§ **Problem to work on**
Every record below must be returned exactly as it was received.
####################
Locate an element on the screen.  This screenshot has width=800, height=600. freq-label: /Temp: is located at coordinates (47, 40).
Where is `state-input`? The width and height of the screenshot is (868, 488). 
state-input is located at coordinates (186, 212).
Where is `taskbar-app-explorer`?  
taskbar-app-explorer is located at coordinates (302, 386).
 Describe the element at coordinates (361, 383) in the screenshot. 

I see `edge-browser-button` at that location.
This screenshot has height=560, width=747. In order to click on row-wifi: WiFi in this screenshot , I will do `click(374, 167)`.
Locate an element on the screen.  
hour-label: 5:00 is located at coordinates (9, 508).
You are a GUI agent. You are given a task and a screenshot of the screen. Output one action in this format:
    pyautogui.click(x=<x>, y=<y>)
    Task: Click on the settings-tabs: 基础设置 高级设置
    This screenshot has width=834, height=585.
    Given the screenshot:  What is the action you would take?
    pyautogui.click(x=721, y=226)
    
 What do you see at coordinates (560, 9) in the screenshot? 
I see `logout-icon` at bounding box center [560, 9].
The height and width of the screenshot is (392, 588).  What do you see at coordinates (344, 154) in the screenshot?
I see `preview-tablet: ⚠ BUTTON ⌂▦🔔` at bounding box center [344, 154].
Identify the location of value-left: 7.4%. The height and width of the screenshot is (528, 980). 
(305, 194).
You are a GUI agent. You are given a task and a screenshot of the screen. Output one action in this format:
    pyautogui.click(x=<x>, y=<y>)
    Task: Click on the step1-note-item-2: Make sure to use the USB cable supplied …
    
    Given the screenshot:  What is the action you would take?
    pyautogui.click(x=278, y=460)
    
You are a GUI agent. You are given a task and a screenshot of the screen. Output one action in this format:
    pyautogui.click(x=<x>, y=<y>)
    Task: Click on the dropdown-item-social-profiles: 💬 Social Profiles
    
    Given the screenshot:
####################
§ **Result of the exercise**
Locate an element on the screen.  This screenshot has width=800, height=600. freq-label: /Temp: is located at coordinates (47, 40).
Where is `state-input`? The width and height of the screenshot is (868, 488). 
state-input is located at coordinates (186, 212).
Where is `taskbar-app-explorer`?  
taskbar-app-explorer is located at coordinates (302, 386).
 Describe the element at coordinates (361, 383) in the screenshot. 

I see `edge-browser-button` at that location.
This screenshot has height=560, width=747. In order to click on row-wifi: WiFi in this screenshot , I will do `click(374, 167)`.
Locate an element on the screen.  
hour-label: 5:00 is located at coordinates (9, 508).
You are a GUI agent. You are given a task and a screenshot of the screen. Output one action in this format:
    pyautogui.click(x=<x>, y=<y>)
    Task: Click on the settings-tabs: 基础设置 高级设置
    This screenshot has width=834, height=585.
    Given the screenshot:  What is the action you would take?
    pyautogui.click(x=721, y=226)
    
 What do you see at coordinates (560, 9) in the screenshot? 
I see `logout-icon` at bounding box center [560, 9].
The height and width of the screenshot is (392, 588).  What do you see at coordinates (344, 154) in the screenshot?
I see `preview-tablet: ⚠ BUTTON ⌂▦🔔` at bounding box center [344, 154].
Identify the location of value-left: 7.4%. The height and width of the screenshot is (528, 980). 
(305, 194).
You are a GUI agent. You are given a task and a screenshot of the screen. Output one action in this format:
    pyautogui.click(x=<x>, y=<y>)
    Task: Click on the step1-note-item-2: Make sure to use the USB cable supplied …
    
    Given the screenshot:  What is the action you would take?
    pyautogui.click(x=278, y=460)
    
You are a GUI agent. You are given a task and a screenshot of the screen. Output one action in this format:
    pyautogui.click(x=<x>, y=<y>)
    Task: Click on the dropdown-item-social-profiles: 💬 Social Profiles
    
    Given the screenshot:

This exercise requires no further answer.